Lomé sits on the Gulf of Guinea with a beachfront that runs the length of the capital. The Grand Marché occupies multiple city blocks inland from the port and operates daily with concentrations of cloth vendors on the upper floors and food stalls at ground level. The Akodésséwa Fetish Market stands east of the city center and sells animal skulls, dried herbs, carved figures, and ritual objects used in vodun practice. The National Museum on Boulevard de la République displays ethnographic collections including Ewe and Kabye textiles, pottery sequences, and colonial-era photographs. Lomé Cathedral was completed in 1902 during the German Togoland period and retains its original Gothic Revival structure with two front towers. The Independence Monument stands at Place de l'Indépendance and was erected after April 27, 1960 when Togo gained independence from France.
Togoville sits on the northern shore of Lake Togo approximately thirty kilometers east of Lomé. The town was the site where Gustav Nachtigal signed the treaty establishing German Togoland in 1884. A Catholic cathedral built in the 1910s dominates the waterfront and draws pilgrimage traffic linked to a reported Marian apparition in 1973. Vodun shrines operate throughout the town with practitioners offering consultations and ceremonies. Pirogue boats cross Lake Togo from Agbodrafo on the southern shore in fifteen to twenty minutes depending on wind.
Koutammakou occupies the northeastern corner of Togo extending into Benin and received UNESCO World Heritage designation in 2004. The Batammariba people built fortified earthen compounds called takienta that feature cylindrical granaries, flat roofs, and external ladders. Approximately fifty inhabited takienta remain in the Koutammakou landscape. Each compound houses extended families and incorporates ritual spaces for ancestor worship. The architecture uses clay mixed with straw and requires annual maintenance before rainy seasons. Access points cluster around Nadoba and Koutougou villages.
Kpalimé sits at the base of Mont Agou at 986 meters, the highest point in Togo. The town developed as a German colonial hill station starting in 1898 due to cooler temperatures and proximity to mountain trails. Cascade d'Akloa lies fourteen kilometers from Kpalimé and drops approximately thirty meters through forest vegetation. Cascade de Womé sits closer to town at eight kilometers with a smaller drop of approximately fifteen meters. Both waterfalls maintain flow during rainy seasons from April through October but reduce to trickles during dry months.
Fazao-Malfakassa National Park covers 1920 square kilometers in central Togo between Sokodé and Atakpamé. The park was established in 1975 and contains populations of buffalo, antelope species including kob and bushbuck, warthog, and several primate species. Elephant populations that historically used the area have declined severely since the 1990s with uncertain current presence. The park lacks developed infrastructure with no maintained trails or visitor facilities as of recent reports. Access requires four-wheel-drive vehicles and local guides from surrounding villages.
Kéran National Park occupies 1636 square kilometers in northern Togo near the town of Kante. The park was created in 1950 during French administration and borders Benin's Pendjari National Park. Documented wildlife includes buffalo, various antelope species, baboons, and crocodiles in the Kéran River. Poaching pressure increased after civil disturbances in the early 1990s. Tourism infrastructure remains minimal with one basic campement near the park boundary.
The Tamberma Valley in northern Togo contains scattered Batammariba settlements similar to but distinct from the Koutammakou concentration. The valley extends along the Benin border with takienta compounds separated by farmland. These structures follow the same architectural principles as those in Koutammakou but show regional variations in decoration and scale. Sacred forests near compounds serve as sites for initiation ceremonies and are marked by prohibited entry for non-initiates.
Aného lies on a narrow strip between Lake Togo and the Atlantic Ocean forty kilometers east of Lomé. The town served as a major slave trade port in the seventeenth and eighteenth centuries and later became an early colonial administrative center. Colonial-era buildings from the German period including a customs house and a governor's residence stand in various states of decay along the waterfront. The town hosts the annual Epe-Ekpe festival in September when Guin people perform ceremonies marking the new year in their traditional calendar.
Lake Togo measures approximately seventeen kilometers long and four kilometers wide at maximum width. The lagoon connects to the ocean through a narrow channel at Aného. Fishing communities operate from villages on both shores using nets and traps. Water levels fluctuate with seasonal rainfall and ocean tides. The lake supports commercial fishing with catches of tilapia, catfish, and shrimp sold in markets in Lomé and surrounding towns.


» How to complete this task: In the records below, take the line containing "detect window. The" and reproduce it and every subsequent line exactly, adding nothing.

» Saved entries:
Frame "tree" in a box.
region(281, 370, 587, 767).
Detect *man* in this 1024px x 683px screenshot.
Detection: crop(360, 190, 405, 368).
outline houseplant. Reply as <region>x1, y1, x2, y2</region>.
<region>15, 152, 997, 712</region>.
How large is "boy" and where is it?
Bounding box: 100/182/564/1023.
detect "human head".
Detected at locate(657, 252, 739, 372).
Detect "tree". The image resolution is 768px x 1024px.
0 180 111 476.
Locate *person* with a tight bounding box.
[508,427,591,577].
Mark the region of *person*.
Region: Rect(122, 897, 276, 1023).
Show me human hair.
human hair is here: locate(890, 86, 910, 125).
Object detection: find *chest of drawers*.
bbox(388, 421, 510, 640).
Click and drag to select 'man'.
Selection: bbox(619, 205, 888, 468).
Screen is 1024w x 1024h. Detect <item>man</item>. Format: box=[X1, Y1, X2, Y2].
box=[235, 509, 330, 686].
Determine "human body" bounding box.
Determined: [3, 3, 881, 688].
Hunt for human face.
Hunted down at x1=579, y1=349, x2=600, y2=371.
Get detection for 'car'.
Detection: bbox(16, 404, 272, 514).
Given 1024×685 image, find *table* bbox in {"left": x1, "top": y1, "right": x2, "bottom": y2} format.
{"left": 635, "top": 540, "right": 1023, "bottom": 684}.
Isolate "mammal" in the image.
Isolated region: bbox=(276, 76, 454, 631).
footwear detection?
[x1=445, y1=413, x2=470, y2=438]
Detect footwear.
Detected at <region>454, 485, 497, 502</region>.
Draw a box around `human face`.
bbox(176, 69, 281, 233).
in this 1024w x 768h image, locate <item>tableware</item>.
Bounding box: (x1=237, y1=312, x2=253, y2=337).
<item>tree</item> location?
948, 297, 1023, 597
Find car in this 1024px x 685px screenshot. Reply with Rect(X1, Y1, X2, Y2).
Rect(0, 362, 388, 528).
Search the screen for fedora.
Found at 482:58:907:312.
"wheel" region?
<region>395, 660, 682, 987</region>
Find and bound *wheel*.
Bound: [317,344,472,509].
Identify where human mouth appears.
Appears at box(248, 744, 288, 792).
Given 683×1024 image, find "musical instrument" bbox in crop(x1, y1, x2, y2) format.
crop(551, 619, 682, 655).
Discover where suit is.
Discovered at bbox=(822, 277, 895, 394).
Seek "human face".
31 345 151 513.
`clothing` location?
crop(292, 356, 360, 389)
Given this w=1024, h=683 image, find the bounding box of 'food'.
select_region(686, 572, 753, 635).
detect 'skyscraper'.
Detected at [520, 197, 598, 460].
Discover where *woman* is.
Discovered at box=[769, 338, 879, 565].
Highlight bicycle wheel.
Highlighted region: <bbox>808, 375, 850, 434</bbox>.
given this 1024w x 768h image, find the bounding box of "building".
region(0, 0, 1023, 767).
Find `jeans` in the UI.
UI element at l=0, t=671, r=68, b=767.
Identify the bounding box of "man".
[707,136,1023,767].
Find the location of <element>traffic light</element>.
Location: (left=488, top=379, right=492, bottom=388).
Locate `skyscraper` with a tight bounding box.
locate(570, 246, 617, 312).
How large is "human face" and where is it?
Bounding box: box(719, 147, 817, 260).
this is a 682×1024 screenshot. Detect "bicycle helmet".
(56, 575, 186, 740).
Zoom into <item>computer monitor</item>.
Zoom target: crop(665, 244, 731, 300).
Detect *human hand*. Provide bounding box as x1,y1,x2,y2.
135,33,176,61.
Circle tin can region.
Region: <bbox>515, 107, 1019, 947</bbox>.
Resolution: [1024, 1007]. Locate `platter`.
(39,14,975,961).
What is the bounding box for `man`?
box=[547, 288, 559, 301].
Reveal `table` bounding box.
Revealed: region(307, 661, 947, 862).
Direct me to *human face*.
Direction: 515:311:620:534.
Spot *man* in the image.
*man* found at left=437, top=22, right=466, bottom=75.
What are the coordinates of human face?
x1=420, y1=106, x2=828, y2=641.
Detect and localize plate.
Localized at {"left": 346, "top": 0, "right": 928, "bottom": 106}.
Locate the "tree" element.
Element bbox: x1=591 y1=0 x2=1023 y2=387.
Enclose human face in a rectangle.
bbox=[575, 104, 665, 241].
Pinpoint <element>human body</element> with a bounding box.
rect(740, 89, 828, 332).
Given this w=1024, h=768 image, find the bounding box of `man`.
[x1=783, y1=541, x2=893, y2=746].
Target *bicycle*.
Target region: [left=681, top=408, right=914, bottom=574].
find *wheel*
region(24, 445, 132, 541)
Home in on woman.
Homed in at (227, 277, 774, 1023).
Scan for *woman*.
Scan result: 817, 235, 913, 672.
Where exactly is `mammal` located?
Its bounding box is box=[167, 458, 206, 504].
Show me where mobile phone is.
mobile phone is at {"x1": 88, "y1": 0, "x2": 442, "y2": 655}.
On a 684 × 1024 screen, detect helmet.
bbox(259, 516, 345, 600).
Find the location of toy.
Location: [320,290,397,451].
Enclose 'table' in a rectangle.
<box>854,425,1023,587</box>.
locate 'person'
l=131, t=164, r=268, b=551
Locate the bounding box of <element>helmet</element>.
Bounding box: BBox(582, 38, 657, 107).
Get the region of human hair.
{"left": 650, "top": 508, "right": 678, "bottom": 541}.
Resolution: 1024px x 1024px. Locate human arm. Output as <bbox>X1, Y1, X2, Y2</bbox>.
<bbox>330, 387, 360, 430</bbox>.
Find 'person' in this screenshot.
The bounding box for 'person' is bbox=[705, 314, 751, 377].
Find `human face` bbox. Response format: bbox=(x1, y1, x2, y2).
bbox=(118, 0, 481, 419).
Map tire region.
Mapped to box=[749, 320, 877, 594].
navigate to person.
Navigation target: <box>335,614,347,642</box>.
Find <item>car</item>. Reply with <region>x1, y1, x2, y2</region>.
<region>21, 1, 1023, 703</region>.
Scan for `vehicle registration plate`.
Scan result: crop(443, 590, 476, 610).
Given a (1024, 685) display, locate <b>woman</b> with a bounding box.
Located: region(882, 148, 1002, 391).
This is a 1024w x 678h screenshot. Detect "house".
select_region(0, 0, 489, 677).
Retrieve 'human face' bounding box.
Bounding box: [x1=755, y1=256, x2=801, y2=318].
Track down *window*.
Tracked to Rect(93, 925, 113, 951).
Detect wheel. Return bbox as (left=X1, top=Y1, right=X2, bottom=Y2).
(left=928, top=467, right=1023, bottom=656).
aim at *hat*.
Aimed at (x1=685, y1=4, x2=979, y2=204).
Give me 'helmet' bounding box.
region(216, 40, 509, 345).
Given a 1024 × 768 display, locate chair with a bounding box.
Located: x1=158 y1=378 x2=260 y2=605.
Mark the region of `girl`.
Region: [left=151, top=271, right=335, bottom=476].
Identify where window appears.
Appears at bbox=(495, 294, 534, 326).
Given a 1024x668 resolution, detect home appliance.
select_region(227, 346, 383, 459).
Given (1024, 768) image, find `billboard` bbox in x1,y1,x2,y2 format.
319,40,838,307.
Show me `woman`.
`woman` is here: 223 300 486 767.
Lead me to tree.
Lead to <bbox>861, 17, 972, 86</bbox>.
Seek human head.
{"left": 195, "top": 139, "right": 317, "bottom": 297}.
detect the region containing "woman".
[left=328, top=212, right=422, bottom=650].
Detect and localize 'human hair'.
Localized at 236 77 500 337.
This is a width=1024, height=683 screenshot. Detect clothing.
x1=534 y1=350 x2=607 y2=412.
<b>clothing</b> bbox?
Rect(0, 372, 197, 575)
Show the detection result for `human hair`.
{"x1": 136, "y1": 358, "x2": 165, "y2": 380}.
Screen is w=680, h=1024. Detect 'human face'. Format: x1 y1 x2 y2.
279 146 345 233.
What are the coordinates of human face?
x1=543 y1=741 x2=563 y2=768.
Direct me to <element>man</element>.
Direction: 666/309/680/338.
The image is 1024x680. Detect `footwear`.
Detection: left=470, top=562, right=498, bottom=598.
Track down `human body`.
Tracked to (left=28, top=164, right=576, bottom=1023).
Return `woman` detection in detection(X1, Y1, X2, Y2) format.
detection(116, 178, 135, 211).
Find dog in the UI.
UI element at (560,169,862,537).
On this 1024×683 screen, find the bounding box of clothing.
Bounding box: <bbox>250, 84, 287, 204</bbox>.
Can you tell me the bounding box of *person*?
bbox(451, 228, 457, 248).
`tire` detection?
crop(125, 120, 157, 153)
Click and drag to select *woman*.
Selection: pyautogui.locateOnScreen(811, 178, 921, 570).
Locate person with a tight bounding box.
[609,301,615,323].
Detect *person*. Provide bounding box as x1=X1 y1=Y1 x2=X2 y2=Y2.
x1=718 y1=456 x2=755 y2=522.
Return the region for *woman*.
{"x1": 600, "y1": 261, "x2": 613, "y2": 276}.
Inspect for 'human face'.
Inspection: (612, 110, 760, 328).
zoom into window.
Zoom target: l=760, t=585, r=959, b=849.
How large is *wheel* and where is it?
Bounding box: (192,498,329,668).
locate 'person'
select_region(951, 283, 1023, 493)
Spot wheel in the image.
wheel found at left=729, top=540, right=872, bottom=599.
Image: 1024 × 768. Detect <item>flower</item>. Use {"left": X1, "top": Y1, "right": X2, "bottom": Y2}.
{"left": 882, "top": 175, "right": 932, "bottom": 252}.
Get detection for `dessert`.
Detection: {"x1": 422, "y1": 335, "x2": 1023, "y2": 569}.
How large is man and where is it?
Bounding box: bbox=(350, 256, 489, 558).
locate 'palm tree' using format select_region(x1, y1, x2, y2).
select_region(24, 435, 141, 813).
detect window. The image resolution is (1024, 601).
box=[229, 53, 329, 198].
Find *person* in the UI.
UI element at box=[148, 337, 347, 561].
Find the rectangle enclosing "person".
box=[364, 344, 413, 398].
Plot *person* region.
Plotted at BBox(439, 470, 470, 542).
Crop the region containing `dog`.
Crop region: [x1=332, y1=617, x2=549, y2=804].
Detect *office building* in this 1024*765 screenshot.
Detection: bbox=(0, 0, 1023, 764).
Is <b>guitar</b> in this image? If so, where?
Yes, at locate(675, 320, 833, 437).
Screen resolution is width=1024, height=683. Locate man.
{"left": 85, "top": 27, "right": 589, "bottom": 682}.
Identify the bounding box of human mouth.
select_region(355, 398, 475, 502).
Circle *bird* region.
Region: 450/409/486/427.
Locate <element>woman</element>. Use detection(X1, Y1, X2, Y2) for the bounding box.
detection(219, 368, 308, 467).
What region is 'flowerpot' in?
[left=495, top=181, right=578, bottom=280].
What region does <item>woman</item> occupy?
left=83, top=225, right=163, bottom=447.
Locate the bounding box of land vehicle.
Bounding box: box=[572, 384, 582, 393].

» Solution for this task:
detect window. The image resolution is (1024, 601).
box=[229, 53, 329, 198].
Find *person* in the UI.
UI element at box=[148, 337, 347, 561].
Find the rectangle enclosing "person".
box=[364, 344, 413, 398].
Plot *person* region.
Plotted at BBox(439, 470, 470, 542).
Crop the region containing `dog`.
Crop region: [x1=332, y1=617, x2=549, y2=804].
Detect *office building* in this 1024*765 screenshot.
Detection: bbox=(0, 0, 1023, 764).
Is <b>guitar</b> in this image? If so, where?
Yes, at locate(675, 320, 833, 437).
Screen resolution is width=1024, height=683. Locate man.
{"left": 85, "top": 27, "right": 589, "bottom": 682}.
Identify the bounding box of human mouth.
select_region(355, 398, 475, 502).
Circle *bird* region.
Region: 450/409/486/427.
Locate <element>woman</element>. Use detection(X1, Y1, X2, Y2) for the bounding box.
detection(219, 368, 308, 467).
What region is 'flowerpot' in?
[left=495, top=181, right=578, bottom=280].
What region does <item>woman</item> occupy?
left=83, top=225, right=163, bottom=447.
Locate the bounding box of land vehicle.
Bounding box: box=[572, 384, 582, 393].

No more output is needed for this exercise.